Lincoln Lavoie, Senior Engineer for the University of New Hampshire InterOperability Lab, provides an overview of the Broadband Forum’s October 27th, 2018 BASe event. The event covered all types of next generation access, whether wired (e.g. NGPON2) or wireless (e.g. 5G), as well as access within the home.
Lavoie, who is also Technical Committee Chair of the Broadband Forum, touches upon a couple of the BBF’s new in-home networking standards, including the Users Service Platform (USP) and OB-MAP (Open Broadband Multi-Access Point). USP could be considered the evolution of TR-069 as it allows multi-tenant management and control of in-home devices and new use-cases to account for the proliferation of IoT gadgets and sensors. Lavoie describes USP as a more secure and lighter implementation while leveraging the experience and know-how of TR-069.
The intent of the OB-MAP effort is to ensure scalable management approach to Wi-Fi CERTIFIED EasyMesh™ products. This flows from the recently announced partnership between the Broadband Forum and the Prpl Foundation to develop an open source reference to speed the development of carrier-grade Wi-Fi.
Lavoie talks about the Broadband Forum’s role in bridging open source and standards and the positive feedback loop between open source and standards. He suggests that early implementation via open source provides valuable feedback as to what features make sense from a market perspective.
Abstracting the functionality from the hardware is providing flexibility of deployment. Lavoie indicates that this has changed the testing they do in the lab and allow them to get involved and provide feedback earlier in the testing process.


> [ABOUT THIS EXERCISE]: Each line of the records below that holds "Nominal" should be copied out.

---------- THE RECORDS ----------

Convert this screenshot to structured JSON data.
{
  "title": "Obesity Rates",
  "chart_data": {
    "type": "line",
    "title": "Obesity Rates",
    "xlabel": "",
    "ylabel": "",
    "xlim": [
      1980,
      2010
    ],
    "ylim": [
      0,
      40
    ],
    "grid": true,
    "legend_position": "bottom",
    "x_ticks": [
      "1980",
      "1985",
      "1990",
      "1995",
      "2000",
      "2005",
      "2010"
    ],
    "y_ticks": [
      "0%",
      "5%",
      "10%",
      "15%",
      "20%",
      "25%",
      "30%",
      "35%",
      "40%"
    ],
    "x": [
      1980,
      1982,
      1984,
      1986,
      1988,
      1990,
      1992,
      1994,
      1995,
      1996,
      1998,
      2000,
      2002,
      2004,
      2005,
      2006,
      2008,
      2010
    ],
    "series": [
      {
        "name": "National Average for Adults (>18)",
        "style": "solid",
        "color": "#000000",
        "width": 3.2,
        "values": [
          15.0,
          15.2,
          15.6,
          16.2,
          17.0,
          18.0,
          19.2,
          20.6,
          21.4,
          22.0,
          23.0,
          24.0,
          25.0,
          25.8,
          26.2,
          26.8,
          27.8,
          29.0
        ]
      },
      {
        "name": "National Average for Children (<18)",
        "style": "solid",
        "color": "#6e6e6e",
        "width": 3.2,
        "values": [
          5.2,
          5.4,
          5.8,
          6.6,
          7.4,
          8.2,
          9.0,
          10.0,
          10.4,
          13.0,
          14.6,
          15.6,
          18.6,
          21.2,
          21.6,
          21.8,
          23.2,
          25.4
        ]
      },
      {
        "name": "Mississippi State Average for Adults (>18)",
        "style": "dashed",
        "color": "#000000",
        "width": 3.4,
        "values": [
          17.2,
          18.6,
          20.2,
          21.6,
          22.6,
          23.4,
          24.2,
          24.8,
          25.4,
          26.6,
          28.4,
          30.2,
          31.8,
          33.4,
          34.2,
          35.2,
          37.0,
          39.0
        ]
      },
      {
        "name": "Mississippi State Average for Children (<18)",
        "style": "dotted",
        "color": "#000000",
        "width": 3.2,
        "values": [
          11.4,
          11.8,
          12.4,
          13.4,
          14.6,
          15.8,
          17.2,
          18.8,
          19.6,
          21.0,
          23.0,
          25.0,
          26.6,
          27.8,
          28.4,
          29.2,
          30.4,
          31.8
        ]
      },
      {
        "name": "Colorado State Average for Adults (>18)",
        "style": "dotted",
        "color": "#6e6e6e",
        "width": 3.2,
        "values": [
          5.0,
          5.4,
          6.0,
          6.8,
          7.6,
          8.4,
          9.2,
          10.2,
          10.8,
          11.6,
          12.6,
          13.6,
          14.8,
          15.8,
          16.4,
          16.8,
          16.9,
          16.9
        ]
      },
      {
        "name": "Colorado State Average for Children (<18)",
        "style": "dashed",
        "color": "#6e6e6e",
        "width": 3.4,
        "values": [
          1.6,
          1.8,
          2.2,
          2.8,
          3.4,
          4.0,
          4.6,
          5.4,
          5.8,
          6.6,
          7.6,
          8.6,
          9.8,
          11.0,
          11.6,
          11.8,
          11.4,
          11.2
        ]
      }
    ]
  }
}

----------
---------- THE RECORDS ----------

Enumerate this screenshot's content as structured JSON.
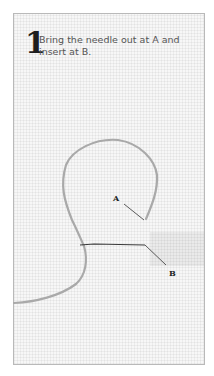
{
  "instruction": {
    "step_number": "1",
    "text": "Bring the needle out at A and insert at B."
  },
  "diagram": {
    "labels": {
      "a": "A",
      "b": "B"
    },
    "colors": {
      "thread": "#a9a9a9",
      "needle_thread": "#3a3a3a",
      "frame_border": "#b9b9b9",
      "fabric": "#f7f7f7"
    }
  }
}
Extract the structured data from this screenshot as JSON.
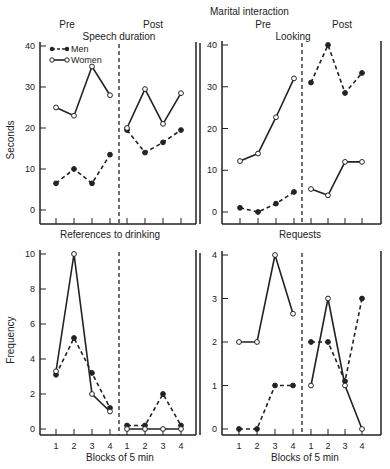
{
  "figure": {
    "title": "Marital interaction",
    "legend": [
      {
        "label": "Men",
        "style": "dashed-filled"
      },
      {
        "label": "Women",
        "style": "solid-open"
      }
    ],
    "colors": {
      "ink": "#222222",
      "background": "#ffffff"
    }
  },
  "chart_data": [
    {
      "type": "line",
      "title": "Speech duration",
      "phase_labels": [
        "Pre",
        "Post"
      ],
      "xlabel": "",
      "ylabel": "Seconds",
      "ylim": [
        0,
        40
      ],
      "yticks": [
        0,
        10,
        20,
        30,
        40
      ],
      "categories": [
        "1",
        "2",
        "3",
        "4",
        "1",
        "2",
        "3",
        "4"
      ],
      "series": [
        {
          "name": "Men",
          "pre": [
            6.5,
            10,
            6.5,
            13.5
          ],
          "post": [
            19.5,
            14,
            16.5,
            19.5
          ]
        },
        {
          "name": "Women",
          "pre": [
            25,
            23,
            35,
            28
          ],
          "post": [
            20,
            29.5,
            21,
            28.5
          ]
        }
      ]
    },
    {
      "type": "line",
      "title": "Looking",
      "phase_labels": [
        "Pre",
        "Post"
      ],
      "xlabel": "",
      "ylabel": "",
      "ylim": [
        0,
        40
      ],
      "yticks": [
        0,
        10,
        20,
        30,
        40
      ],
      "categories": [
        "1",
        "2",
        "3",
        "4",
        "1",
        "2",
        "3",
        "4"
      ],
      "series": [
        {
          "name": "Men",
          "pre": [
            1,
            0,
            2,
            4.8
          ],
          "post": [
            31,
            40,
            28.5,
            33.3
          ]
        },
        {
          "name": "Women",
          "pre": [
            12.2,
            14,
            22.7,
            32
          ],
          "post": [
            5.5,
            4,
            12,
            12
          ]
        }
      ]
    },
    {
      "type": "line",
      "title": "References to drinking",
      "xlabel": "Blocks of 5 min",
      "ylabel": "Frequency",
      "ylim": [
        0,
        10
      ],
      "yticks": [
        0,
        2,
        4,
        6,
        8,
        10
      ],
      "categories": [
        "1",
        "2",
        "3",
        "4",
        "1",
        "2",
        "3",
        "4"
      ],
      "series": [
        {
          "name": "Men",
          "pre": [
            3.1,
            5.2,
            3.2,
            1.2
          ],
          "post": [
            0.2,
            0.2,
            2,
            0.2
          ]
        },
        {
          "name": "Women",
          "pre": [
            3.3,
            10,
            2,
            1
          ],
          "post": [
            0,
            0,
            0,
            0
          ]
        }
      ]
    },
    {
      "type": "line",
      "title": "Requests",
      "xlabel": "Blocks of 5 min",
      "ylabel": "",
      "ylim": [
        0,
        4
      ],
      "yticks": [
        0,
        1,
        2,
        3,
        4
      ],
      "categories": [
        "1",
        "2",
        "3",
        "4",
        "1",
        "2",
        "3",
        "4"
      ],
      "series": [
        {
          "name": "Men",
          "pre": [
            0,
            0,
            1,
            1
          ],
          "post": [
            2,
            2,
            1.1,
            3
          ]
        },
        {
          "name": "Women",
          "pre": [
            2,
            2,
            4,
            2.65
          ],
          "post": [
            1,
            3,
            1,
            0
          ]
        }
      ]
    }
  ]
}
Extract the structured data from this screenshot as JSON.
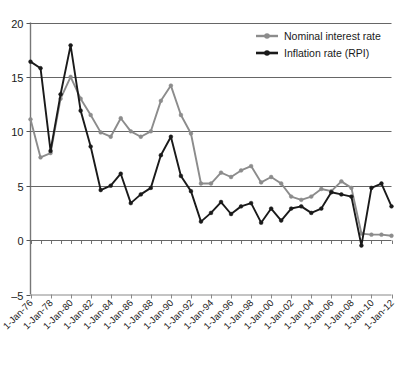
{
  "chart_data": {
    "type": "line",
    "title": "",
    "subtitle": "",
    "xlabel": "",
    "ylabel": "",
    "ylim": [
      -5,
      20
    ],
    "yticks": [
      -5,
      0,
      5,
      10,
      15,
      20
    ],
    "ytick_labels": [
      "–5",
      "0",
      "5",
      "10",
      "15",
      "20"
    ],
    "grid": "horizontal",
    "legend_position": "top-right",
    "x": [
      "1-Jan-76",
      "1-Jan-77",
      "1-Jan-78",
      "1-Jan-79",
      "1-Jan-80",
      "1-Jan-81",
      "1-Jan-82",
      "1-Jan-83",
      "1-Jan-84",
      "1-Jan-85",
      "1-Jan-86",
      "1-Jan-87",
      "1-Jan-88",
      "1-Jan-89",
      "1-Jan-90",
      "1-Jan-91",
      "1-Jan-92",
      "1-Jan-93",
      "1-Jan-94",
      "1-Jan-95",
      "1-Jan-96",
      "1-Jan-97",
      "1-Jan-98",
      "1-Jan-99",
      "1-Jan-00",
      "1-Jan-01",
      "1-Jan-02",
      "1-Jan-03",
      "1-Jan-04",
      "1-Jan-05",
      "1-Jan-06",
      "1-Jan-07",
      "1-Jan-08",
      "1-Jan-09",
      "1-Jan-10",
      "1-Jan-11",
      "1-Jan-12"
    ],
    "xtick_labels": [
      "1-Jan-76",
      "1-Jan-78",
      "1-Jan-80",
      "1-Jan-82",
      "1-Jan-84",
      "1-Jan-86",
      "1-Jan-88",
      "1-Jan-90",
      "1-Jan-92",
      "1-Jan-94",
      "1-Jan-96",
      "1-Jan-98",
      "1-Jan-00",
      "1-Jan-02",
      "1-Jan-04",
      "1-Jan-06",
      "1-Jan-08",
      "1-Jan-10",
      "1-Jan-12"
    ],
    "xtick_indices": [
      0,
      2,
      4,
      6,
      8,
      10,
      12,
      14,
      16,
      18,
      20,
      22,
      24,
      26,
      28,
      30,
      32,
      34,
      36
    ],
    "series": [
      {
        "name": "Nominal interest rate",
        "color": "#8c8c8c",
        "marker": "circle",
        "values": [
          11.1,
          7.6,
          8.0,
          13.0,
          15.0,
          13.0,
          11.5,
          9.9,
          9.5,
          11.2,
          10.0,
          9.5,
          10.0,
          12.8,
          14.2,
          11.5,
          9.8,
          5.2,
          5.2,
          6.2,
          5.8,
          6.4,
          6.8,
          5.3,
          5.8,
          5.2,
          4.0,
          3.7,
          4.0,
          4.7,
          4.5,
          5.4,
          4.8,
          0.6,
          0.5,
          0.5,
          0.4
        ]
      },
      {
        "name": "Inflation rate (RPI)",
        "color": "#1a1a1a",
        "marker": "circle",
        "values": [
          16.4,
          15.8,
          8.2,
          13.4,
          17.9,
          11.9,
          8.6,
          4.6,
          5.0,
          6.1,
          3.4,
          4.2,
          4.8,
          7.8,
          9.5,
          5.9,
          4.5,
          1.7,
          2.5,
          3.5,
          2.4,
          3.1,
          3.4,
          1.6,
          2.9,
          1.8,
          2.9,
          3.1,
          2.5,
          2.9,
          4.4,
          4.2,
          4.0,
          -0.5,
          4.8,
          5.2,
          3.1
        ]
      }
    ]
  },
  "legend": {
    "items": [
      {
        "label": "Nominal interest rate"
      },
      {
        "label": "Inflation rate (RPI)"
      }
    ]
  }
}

----------
---------- THE RECORDS ----------

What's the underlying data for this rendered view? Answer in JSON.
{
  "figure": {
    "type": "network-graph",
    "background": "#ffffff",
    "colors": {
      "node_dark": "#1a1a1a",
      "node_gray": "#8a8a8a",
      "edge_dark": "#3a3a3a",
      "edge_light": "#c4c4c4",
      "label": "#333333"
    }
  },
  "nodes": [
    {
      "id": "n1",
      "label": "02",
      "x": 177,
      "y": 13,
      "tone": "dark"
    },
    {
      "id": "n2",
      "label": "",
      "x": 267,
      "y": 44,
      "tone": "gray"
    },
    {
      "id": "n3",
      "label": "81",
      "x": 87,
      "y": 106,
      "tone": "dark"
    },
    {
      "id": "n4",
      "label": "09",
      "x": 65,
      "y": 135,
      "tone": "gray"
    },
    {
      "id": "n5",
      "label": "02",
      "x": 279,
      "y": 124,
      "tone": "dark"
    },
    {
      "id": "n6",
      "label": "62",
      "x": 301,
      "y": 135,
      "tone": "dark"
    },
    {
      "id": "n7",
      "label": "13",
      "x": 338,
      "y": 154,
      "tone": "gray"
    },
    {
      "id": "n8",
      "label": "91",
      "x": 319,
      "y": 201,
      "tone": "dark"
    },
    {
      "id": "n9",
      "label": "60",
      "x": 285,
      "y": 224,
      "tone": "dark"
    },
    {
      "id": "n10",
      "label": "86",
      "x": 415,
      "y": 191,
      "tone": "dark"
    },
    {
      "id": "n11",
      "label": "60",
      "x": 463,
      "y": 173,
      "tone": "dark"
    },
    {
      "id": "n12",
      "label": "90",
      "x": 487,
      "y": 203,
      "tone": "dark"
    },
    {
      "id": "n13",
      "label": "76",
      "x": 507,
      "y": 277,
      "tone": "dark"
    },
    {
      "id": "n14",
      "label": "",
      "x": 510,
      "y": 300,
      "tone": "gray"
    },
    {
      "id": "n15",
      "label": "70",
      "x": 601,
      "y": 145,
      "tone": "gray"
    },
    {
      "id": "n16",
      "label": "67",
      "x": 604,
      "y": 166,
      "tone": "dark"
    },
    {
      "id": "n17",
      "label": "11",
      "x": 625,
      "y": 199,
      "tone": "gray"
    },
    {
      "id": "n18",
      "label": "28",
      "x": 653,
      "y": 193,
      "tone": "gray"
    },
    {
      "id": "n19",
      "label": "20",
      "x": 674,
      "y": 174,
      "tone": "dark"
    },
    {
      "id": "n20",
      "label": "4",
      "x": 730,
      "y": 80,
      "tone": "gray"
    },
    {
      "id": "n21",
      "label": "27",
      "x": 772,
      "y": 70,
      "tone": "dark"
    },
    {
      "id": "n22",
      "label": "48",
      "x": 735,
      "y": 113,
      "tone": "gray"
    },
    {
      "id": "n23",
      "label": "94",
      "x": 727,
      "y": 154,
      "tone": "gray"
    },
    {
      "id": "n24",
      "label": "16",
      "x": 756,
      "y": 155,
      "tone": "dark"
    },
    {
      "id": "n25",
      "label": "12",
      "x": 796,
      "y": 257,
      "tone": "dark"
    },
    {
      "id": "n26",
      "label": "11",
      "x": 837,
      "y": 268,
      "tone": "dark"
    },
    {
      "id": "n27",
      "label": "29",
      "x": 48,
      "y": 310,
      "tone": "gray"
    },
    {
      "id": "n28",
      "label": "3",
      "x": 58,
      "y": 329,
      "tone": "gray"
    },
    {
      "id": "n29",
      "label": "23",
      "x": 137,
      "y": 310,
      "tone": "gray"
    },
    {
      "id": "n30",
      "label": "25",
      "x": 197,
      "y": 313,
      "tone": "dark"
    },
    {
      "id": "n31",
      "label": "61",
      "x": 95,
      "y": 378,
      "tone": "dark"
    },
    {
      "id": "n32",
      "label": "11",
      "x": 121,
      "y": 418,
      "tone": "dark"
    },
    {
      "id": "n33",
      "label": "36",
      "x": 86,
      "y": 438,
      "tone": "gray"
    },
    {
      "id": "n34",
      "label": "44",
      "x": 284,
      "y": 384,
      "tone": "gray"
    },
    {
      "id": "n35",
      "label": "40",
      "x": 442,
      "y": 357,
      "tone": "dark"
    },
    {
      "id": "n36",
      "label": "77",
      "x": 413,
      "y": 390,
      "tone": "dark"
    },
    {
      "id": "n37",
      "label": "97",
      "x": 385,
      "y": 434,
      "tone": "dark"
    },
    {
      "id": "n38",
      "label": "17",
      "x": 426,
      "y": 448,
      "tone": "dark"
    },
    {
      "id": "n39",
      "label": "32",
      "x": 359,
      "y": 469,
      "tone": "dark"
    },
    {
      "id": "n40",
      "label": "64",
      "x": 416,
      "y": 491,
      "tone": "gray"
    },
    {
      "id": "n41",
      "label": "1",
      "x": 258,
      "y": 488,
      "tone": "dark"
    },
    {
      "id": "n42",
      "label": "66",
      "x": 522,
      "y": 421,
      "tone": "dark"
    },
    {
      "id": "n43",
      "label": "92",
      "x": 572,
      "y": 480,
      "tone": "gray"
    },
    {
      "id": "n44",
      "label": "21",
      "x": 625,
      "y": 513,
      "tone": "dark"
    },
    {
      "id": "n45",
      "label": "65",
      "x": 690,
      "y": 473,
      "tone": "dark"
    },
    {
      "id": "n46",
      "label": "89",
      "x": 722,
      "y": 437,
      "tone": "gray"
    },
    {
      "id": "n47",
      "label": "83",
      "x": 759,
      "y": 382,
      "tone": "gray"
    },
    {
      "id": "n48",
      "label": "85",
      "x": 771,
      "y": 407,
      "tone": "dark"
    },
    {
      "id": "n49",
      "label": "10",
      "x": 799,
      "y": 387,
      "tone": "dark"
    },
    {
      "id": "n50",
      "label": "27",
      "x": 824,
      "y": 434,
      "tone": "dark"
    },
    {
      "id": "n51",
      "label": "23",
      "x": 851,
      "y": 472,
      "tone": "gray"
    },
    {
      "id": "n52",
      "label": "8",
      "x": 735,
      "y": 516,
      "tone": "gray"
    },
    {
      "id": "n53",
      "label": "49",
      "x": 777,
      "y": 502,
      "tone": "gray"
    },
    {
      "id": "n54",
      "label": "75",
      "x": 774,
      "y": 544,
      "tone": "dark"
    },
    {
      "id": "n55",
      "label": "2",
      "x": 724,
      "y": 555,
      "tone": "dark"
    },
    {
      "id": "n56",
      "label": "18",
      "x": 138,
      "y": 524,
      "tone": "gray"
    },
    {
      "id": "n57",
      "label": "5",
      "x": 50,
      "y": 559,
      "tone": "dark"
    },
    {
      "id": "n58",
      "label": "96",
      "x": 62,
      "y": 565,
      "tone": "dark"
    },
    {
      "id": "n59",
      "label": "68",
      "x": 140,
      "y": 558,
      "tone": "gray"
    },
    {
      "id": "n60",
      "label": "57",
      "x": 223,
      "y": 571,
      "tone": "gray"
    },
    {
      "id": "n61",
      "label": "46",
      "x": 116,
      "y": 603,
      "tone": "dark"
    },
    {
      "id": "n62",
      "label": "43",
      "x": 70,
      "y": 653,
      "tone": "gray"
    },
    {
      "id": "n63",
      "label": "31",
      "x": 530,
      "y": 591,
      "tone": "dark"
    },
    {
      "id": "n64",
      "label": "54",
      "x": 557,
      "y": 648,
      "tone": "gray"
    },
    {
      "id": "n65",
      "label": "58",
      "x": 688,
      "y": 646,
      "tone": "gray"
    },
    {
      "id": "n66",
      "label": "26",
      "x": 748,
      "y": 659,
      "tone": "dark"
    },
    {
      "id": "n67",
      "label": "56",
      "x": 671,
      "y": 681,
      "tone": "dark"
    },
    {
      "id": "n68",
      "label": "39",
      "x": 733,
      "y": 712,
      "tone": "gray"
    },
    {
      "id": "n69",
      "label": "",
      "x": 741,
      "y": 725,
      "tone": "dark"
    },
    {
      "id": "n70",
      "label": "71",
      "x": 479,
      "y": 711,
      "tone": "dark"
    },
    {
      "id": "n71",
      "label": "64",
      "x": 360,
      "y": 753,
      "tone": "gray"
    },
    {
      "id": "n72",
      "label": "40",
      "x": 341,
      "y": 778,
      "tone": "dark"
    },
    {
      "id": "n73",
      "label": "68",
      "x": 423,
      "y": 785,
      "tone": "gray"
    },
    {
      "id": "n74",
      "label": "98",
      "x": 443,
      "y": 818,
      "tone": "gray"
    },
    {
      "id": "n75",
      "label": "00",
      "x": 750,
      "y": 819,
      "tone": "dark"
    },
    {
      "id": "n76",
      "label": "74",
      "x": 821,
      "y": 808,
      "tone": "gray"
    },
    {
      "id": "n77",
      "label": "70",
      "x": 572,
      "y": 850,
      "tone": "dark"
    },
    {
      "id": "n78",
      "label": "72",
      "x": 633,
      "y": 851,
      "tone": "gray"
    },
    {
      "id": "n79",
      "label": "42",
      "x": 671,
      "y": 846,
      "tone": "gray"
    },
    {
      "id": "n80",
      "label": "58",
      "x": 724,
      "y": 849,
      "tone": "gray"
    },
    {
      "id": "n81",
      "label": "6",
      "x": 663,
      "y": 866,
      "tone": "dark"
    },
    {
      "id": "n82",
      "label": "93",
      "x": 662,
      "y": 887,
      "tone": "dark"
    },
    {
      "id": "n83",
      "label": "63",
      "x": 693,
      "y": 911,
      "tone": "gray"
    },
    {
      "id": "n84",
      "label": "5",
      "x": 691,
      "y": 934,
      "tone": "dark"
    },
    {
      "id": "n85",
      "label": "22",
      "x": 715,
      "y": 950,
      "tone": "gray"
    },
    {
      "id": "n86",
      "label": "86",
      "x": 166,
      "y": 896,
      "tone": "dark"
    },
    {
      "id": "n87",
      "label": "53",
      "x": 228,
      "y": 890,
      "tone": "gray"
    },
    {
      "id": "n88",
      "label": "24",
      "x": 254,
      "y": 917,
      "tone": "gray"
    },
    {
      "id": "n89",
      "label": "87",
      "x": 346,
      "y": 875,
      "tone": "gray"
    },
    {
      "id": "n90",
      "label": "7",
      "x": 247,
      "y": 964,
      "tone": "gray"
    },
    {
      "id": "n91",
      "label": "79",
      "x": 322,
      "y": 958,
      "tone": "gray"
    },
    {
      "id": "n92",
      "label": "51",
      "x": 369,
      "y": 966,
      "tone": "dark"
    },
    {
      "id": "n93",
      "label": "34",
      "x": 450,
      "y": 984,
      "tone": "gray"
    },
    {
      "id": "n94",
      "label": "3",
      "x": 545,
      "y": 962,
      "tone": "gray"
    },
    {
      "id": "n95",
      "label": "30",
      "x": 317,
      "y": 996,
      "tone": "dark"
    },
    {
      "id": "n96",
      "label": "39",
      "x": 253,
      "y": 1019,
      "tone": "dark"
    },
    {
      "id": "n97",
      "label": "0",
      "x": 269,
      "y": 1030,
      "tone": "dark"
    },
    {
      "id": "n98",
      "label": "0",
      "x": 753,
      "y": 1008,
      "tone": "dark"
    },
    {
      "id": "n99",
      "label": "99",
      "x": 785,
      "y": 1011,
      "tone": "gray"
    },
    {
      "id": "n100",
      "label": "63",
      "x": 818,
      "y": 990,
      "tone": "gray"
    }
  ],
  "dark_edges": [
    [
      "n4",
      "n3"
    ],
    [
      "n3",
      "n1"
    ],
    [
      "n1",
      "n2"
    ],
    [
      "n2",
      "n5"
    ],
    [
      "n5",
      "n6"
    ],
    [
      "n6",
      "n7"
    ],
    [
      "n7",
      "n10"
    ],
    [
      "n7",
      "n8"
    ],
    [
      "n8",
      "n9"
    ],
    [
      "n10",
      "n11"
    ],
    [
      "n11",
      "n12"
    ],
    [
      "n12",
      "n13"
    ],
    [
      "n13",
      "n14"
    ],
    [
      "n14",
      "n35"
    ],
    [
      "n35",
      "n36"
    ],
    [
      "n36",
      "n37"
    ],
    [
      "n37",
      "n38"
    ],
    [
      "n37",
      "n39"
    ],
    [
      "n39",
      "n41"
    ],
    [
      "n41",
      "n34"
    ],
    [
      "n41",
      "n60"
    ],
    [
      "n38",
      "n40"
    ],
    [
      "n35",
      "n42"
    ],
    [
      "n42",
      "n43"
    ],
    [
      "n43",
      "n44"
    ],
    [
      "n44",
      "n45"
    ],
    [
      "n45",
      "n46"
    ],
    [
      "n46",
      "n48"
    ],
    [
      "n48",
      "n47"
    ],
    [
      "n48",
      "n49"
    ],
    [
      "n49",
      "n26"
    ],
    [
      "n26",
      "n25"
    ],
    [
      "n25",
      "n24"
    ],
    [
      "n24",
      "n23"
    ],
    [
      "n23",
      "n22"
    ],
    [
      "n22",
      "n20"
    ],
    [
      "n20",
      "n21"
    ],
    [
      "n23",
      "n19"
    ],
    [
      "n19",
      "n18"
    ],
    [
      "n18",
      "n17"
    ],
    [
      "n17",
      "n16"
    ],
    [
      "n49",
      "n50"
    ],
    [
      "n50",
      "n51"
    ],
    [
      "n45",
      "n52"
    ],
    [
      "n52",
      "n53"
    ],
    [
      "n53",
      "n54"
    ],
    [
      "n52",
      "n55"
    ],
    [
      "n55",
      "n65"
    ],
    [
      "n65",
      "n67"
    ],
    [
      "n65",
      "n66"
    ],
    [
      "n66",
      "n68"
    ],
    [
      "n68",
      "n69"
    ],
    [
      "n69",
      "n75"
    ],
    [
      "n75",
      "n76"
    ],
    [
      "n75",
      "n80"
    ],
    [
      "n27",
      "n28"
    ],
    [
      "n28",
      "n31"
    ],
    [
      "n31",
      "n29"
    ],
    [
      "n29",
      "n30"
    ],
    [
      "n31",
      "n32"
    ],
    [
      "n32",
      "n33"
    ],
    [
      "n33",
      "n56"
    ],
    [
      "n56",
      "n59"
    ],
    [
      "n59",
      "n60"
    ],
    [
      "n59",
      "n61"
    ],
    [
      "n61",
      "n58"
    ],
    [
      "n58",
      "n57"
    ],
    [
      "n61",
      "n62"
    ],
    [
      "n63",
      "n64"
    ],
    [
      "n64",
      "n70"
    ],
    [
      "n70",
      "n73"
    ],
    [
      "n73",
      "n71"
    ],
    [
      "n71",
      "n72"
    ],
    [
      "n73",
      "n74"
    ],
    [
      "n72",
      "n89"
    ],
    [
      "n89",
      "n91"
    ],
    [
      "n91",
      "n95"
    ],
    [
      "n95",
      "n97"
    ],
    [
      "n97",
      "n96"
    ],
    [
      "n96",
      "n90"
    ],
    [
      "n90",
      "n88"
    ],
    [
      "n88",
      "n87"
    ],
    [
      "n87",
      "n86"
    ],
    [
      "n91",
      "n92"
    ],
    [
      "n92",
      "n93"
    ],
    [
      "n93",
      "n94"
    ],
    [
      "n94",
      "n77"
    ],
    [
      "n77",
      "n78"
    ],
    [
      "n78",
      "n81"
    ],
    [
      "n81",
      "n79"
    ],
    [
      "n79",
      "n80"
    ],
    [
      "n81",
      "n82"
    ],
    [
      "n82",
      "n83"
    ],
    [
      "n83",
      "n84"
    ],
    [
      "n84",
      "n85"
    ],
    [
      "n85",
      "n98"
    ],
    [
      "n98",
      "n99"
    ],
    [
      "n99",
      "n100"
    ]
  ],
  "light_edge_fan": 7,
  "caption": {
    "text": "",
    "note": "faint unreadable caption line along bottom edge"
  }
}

----------

> [ANSWER SPACE]:
        "name": "Nominal interest rate",
        "label": "Nominal interest rate"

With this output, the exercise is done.